Jeff7
Lifer
- Jan 4, 2001
- 41,596
- 20
- 81
Yeah, because it forces me to look away from my phone back at the road again, and what I see then is usually alarming.When a browser window crashes are you scared to drive your car?
:awe:
(no, not serious)
Yeah, because it forces me to look away from my phone back at the road again, and what I see then is usually alarming.When a browser window crashes are you scared to drive your car?
How good is it? I've seen things out there like this that can command well over $1000.
Is it just the throughput of random bits that makes an expensive generator more desirable?
Ah. Nifty. :thumbsup:The intel RNG is believed to be excellent, it passes all mathematical tests of randomness, with no detectable bias or correlation over billions of bits.
The design, while not quantum, is very robust and well thought through. Unlike a true quantum RNG, it could theoretically be susceptible to perturbation - but considerable care has been made (e.g. 2 neighboring resistors on the die are used as the sensor element, and the two signals are subtracted, so as to minimize any manufacturing bias, or effect of external interference on the analog sensor circuit).

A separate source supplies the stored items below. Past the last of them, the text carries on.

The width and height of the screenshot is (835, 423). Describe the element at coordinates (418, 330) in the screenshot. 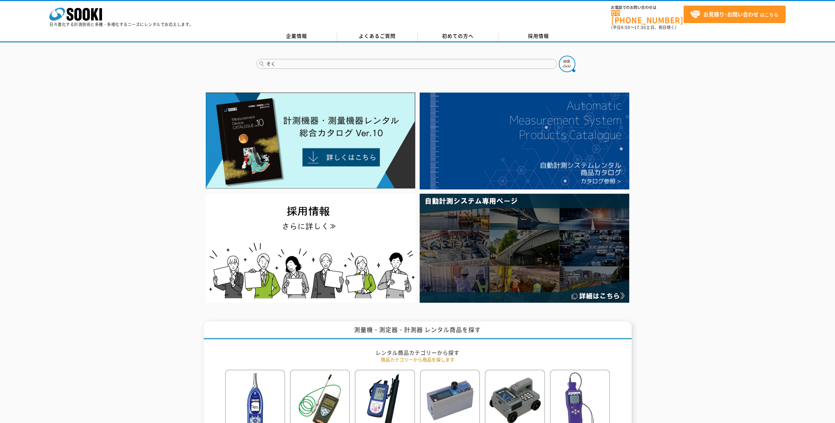

I see `h1: 測量機・測定器・計測器 レンタル商品を探す` at that location.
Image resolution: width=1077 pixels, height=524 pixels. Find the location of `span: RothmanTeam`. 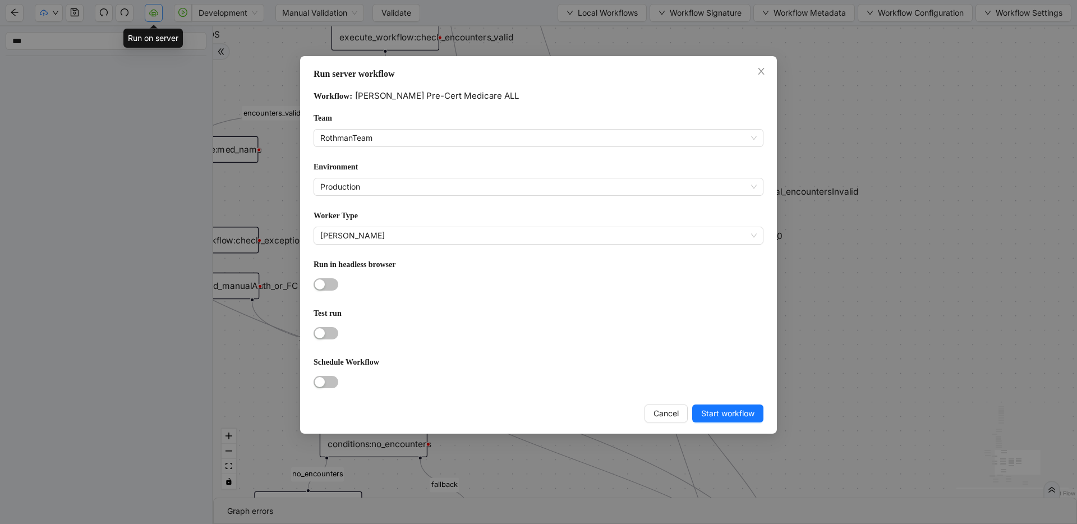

Ok, that explains that then.The limitation of the intel RNG is that it is relatively slow - about 70 kbps (due to the physical processes used for the randomness source, and because of the need for careful processing to remove biases). For some purposes, this isn't fast enough, and alternative (and usually more complex) processes are needed, and as these are niche products, they can often command high prices.